Why Brilliant Research Struggles to Survive Contact with the Outside World

The science in deep tech research is often excellent. Years of rigorous work, peer-reviewed, validated by people who know the field. The problem of breaking out of the lab and getting to market is something else entirely — somewhere in the moment the team tries to explain why it matters to someone who doesn’t already share their frame of reference.

That moment is where most research-to-market journeys quietly fall apart — also known as the valley of death.

There’s a concept in the academic literature on knowledge transfer called boundary spanning. Researchers studying how academics engage with industry found something that shouldn’t be surprising but often is: scientists and external stakeholders don’t just speak different languages. They operate under fundamentally different evaluative systems. What counts as rigour, what counts as relevance, what counts as value — these things are communicated and defined differently.

A researcher trained to defend novelty will instinctively communicate through technical depth, exactly what years of doctoral training reinforces. The problem however, is that external stakeholders, such as industry partners, investors, programme managers, public funders aren’t evaluating novelty. They’re evaluating usefulness. Applicability. Science-Market Fit. Relevance. Commercial-ability.

The gap between those two evaluative logics is where understanding breaks.

Not funding. Not market size. Not entrepreneurial confidence. Translation.

I’ve been working inside deep-tech accelerator contexts for long enough to watch this happen in real time. Teams arrive with genuine breakthroughs and can’t explain who needs it, why now, or what changes if their solution works. Because they’ve never had a structured space to stabilise that thinking before being asked to pitch it.

Most of the tools designed to help researchers commercialise their work, business model canvases, lean validation frameworks, pitch templates, assume a level of clarity that early-stage deep-tech teams frequently don’t yet have. The problem I see though, is that they’re downstream tools applied to upstream problems.

And to be clear: these tools are powerful — once the value logic is stabilised. And that means the articulation work has to happen before any of them becomes useful.

Introducing 28Digital SPIN: Explore

That’s the gap I’ve been building tools to address for the better part of a decade — first through practice, then through formal research. On June 11, I’m facilitating Session 1.2 of the 28Digital SPIN: Explore programme — “Find Your Value” — working with PhD researchers at exactly this moment in their journey.

The session runs 90 minutes and covers three interconnected phases that I use across my work with deep-tech teams: 3D Method™ 3 interacting phases, with each one addressing a different layer of the translation problem.

Discover is about understanding the external system by developing the perspective-taking capability that lets researchers see their work through someone else’s evaluative logic, not just their own.

Define is where the hard work happens: building a coherent explanation of why the idea matters, to whom, and under what conditions. This is where the Impact Innovation Canvas comes in, not as a business model tool, but as a translational scaffold. A structured way to stabilise value logic, surface ethical tensions, universalise a shared language (internal & external) and establish stakeholder coherence before any downstream commercial modelling begins.

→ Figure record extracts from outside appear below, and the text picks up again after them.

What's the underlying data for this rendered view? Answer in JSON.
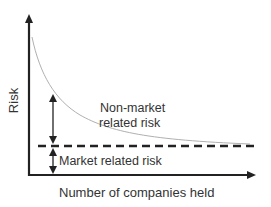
{
  "diagram": {
    "type": "risk-diversification",
    "y_axis_label": "Risk",
    "x_axis_label": "Number of companies held",
    "labels": {
      "non_market_line1": "Non-market",
      "non_market_line2": "related risk",
      "market": "Market related risk"
    },
    "colors": {
      "axis": "#222222",
      "curve": "#b0b0b0",
      "dashed_line": "#222222",
      "text": "#333333"
    }
  }
}
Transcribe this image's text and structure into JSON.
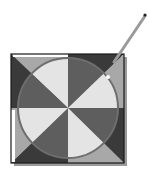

Deliver is about whether that meaning can be translated into a language that can be understood outside of the lab. Can the team communicate across evaluative boundaries? Are they decision-ready for the conversations that come next? This is where tools like the Lean Canvas become maximally useful, further downstream but only once the underlying articulation is solid enough to model.

The value capture arc is intentional. Articulate first, then model. The sequence matters.

The SPIN: Explore programme, supported through EIT, is built around exactly the kind of structured support that early-stage researchers need before they’re ready for commercial validation. It’s a context I take seriously, and one where the work I’ve developed through research and practice fits naturally.

What I’m bringing to June 11 isn’t a startup workshop dressed up for academics. It’s a diagnosis of why the translational gap exists and a set of tools built specifically for the moment before commercial frameworks become relevant.

If the science is strong, the problem is almost never the science. It’s whether the team can yet explain why the world needs it.


Steve Mullen is the founder of Sequoralab Consulting and creator of the Impact Innovation Canvas. He works with deep-tech teams and research commercialisation programmes across Europe, including as a facilitator on the 28Digital SPIN: Explore programme.

He helps deep-tech research teams and programmes cross the articulation gap by stabilising value logic and stakeholder coherence before business-model tools make sense.